How to listen to remote Commerce events

This will be a quick tips for people who want to listen to external Commerce events. I have a perculiar situation where I via the Service API import my products, but the service API isn't hosted on the same site/server as my site, but on a separate one instead. This means that I can't listen to local events like I would normally and will have to listen to remote events. But is there such events for Commerce? I know that Episerver sends remote events for cache invalidations, so maybe they send events for Commerce event too.

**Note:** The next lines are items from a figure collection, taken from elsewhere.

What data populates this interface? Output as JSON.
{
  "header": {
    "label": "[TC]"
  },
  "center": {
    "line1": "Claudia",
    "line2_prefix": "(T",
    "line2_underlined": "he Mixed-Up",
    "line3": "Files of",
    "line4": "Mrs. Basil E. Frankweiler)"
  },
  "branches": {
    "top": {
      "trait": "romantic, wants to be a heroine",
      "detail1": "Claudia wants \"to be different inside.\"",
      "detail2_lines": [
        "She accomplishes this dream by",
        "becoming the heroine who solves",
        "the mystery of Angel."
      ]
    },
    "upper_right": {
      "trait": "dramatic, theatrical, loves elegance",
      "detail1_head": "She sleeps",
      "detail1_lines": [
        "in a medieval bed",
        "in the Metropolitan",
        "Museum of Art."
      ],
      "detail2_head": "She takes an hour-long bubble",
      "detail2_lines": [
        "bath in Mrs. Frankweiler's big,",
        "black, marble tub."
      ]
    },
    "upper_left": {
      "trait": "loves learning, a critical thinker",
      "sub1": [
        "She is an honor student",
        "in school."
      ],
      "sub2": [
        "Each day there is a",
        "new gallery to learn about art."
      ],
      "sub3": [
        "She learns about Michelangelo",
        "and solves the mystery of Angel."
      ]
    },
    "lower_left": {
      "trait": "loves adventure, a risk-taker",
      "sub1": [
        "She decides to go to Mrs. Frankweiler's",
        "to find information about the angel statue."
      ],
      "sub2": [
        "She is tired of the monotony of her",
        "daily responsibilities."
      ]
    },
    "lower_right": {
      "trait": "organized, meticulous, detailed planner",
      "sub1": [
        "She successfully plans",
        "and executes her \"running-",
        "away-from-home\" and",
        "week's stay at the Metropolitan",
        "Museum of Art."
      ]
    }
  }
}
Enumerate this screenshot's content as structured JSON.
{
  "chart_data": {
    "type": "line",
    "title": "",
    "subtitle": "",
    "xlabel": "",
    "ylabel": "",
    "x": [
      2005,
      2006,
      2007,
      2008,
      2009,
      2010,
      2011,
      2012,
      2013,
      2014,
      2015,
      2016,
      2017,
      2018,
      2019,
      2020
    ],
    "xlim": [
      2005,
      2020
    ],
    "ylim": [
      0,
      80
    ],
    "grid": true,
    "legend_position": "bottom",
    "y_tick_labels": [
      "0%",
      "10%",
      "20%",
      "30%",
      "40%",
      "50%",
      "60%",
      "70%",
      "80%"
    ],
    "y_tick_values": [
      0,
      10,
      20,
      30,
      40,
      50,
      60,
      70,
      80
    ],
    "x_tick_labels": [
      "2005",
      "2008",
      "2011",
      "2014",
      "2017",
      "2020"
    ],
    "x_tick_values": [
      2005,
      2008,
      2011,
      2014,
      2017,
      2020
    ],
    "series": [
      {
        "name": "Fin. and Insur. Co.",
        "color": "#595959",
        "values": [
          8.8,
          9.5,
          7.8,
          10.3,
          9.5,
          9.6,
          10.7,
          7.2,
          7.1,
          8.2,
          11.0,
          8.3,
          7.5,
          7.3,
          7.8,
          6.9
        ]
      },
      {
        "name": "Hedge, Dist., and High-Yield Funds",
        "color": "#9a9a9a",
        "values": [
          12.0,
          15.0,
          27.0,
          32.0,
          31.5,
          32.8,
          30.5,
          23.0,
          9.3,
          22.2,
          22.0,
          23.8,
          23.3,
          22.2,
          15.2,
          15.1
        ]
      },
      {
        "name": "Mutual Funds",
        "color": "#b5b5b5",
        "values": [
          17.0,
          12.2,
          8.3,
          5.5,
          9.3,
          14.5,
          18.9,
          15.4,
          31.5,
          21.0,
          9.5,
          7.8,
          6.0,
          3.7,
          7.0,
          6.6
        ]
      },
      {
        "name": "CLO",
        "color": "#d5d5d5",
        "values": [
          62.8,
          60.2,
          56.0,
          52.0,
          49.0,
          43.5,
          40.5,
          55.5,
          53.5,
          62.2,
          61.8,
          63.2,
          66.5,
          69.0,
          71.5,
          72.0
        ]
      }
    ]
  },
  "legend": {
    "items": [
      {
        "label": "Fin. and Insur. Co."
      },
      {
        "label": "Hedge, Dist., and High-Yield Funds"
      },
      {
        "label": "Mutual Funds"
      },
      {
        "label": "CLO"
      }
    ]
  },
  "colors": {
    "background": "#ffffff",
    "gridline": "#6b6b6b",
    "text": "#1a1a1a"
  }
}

To listen to local Commerce events you can create your own implementation of CatalogEventListenerBase and one of the out of the box implementation of this abstract class is the CatalogEventBroadcaster. This class will take the local event and send out remote events that we can listen to! So to solve my problem I implemented the following in a IConfigurableModule.

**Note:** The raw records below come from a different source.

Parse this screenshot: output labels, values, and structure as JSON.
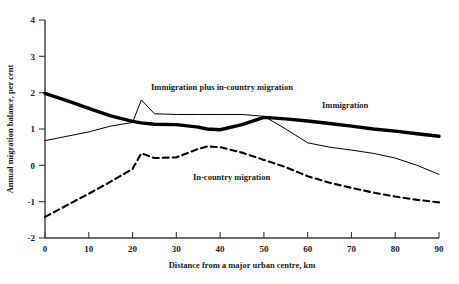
{
  "chart_data": {
    "type": "line",
    "title": "",
    "xlabel": "Distance from a major urban centre, km",
    "ylabel": "Annual migration balance, per cent",
    "xlim": [
      0,
      90
    ],
    "ylim": [
      -2,
      4
    ],
    "xticks": [
      0,
      10,
      20,
      30,
      40,
      50,
      60,
      70,
      80,
      90
    ],
    "yticks": [
      -2,
      -1,
      0,
      1,
      2,
      3,
      4
    ],
    "xtick_labels": [
      "0",
      "10",
      "20",
      "30",
      "40",
      "50",
      "60",
      "70",
      "80",
      "90"
    ],
    "ytick_labels": [
      "-2",
      "-1",
      "0",
      "1",
      "2",
      "3",
      "4"
    ],
    "grid": false,
    "legend_position": "inline-annotations",
    "x": [
      0,
      5,
      10,
      15,
      20,
      22,
      25,
      30,
      35,
      37,
      40,
      45,
      50,
      55,
      60,
      65,
      70,
      75,
      80,
      85,
      90
    ],
    "series": [
      {
        "name": "Immigration",
        "style": "thick-solid",
        "color": "#000000",
        "values": [
          1.98,
          1.78,
          1.57,
          1.36,
          1.21,
          1.17,
          1.13,
          1.12,
          1.05,
          1.0,
          0.98,
          1.12,
          1.32,
          1.28,
          1.22,
          1.15,
          1.08,
          1.0,
          0.94,
          0.87,
          0.8
        ]
      },
      {
        "name": "Immigration plus in-country migration",
        "style": "thin-solid",
        "color": "#000000",
        "values": [
          0.68,
          0.8,
          0.92,
          1.08,
          1.18,
          1.8,
          1.42,
          1.4,
          1.4,
          1.4,
          1.4,
          1.4,
          1.35,
          1.0,
          0.62,
          0.5,
          0.42,
          0.33,
          0.2,
          0.0,
          -0.25
        ]
      },
      {
        "name": "In-country migration",
        "style": "dashed",
        "color": "#000000",
        "values": [
          -1.42,
          -1.1,
          -0.78,
          -0.45,
          -0.1,
          0.33,
          0.2,
          0.22,
          0.45,
          0.52,
          0.5,
          0.35,
          0.15,
          -0.05,
          -0.3,
          -0.48,
          -0.62,
          -0.75,
          -0.86,
          -0.95,
          -1.02
        ]
      }
    ],
    "annotations": [
      {
        "text": "Immigration plus in-country migration",
        "x_px": 151,
        "y_px": 90
      },
      {
        "text": "Immigration",
        "x_px": 322,
        "y_px": 108
      },
      {
        "text": "In-country migration",
        "x_px": 193,
        "y_px": 180
      }
    ]
  }
}
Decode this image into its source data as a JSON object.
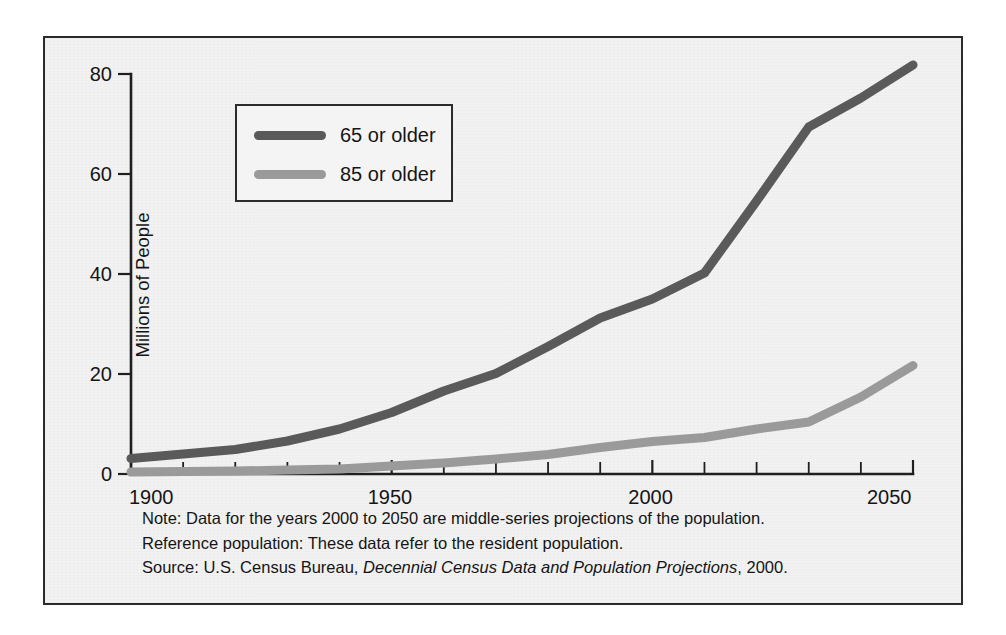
{
  "figure": {
    "background_color": "#f2f2f2",
    "frame_color": "#2b2b2b"
  },
  "legend": {
    "position": "top-left-inside",
    "entries": [
      {
        "label": "65 or older",
        "color": "#5a5a5a"
      },
      {
        "label": "85 or older",
        "color": "#9a9a9a"
      }
    ]
  },
  "notes": {
    "note_line": "Note:  Data for the years 2000 to 2050 are middle-series projections of the population.",
    "reference_line": "Reference population: These data refer to the resident population.",
    "source_prefix": "Source:  U.S. Census Bureau,",
    "source_italic": "Decennial Census Data and Population Projections",
    "source_suffix": ", 2000."
  },
  "chart_data": {
    "type": "line",
    "title": "",
    "xlabel": "",
    "ylabel": "Millions of People",
    "xlim": [
      1900,
      2050
    ],
    "ylim": [
      0,
      80
    ],
    "grid": false,
    "legend_position": "upper left",
    "x_ticks_major": [
      1900,
      1950,
      2000,
      2050
    ],
    "x_ticks_major_labels": [
      "1900",
      "1950",
      "2000",
      "2050"
    ],
    "x_ticks_minor": [
      1910,
      1920,
      1930,
      1940,
      1960,
      1970,
      1980,
      1990,
      2010,
      2020,
      2030,
      2040
    ],
    "y_ticks": [
      0,
      20,
      40,
      60,
      80
    ],
    "y_tick_labels": [
      "0",
      "20",
      "40",
      "60",
      "80"
    ],
    "x": [
      1900,
      1910,
      1920,
      1930,
      1940,
      1950,
      1960,
      1970,
      1980,
      1990,
      2000,
      2010,
      2020,
      2030,
      2040,
      2050
    ],
    "series": [
      {
        "name": "65 or older",
        "color": "#5a5a5a",
        "stroke_width": 9,
        "values": [
          3.1,
          4.0,
          4.9,
          6.6,
          9.0,
          12.3,
          16.6,
          20.1,
          25.5,
          31.2,
          35.0,
          40.2,
          54.6,
          69.4,
          75.2,
          81.8
        ]
      },
      {
        "name": "85 or older",
        "color": "#9a9a9a",
        "stroke_width": 9,
        "values": [
          0.4,
          0.5,
          0.6,
          0.8,
          1.0,
          1.6,
          2.2,
          3.0,
          3.9,
          5.3,
          6.5,
          7.3,
          9.0,
          10.4,
          15.4,
          21.7
        ]
      }
    ]
  }
}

	[ModuleDependency(typeof(ServiceContainerInitialization))]
	public class CatalogEventListener : IConfigurableModule
	{
		public void Initialize(EpiserverCommerce.Framework.Initialization.InitializationEngine context)
		{
			Event ev = Event.Get(CatalogEventBroadcaster.CommerceProductUpdated);
			ev.Raised += Ev_Raised;
		}

		private void Ev_Raised(object sender, EpiserverCommerce.Events.EventNotificationEventArgs e)
		{
			if (!(e.Param is Byte[])) return;
			var eventArgs = DeSerialize(e.Param as Byte[]);
			// Care only about catalog entry events
			var catalogEvents = eventArgs as CatalogContentUpdateEventArgs;
			if (catalogEvents == null || !catalogEvents.CatalogEntryIds.Any()) return;

			switch (catalogEvents.EventType)
			{
				case Mediachase.Commerce.Catalog.Events.CatalogEventBroadcaster.CatalogEntryUpdatedEventType:
					catalogEvents.CatalogEntryIds.ForEach(entryId => UpdateIndex(entryId));
					break;
				default:
					break;
			}
		}

		private static EventArgs DeSerialize(byte[] buffer)
		{
			var formatter = new BinaryFormatter();
			using (var stream = new MemoryStream(buffer))
			{
				return formatter.Deserialize(stream) as EventArgs;
			}
		}		
	}

Big thanks to Quan Mai for helping me find the right class!

Mar 03, 2016

Comments

Vincent
Vincent Jul 14, 2016 02:43 AM

Thanks, Toni. I recently experienced the same issue, Quan pointed me to your blog post.